### Exercise
Within the data that follows, set down exactly the lines from the one containing "Find the location" through the one containing "Describe the element", both ends included.

-------- Data for processing --------

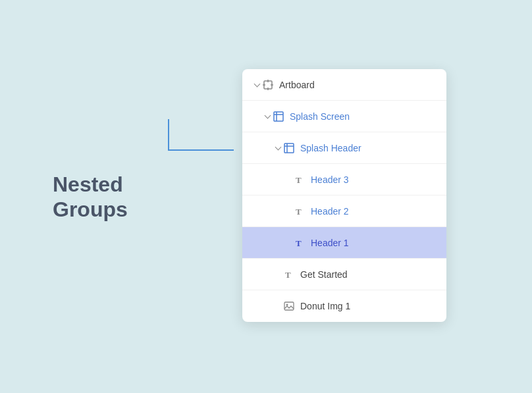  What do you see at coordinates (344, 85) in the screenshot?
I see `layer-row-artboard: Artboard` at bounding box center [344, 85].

--------
-------- Data for processing --------

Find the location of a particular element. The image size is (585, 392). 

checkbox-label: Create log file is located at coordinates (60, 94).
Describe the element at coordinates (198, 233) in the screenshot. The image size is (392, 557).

--------
-------- Data for processing --------

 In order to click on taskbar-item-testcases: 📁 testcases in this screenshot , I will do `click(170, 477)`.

--------

### Exercise output
Find the location of a particular element. The image size is (585, 392). 

checkbox-label: Create log file is located at coordinates (60, 94).
Describe the element at coordinates (198, 233) in the screenshot. The image size is (392, 557).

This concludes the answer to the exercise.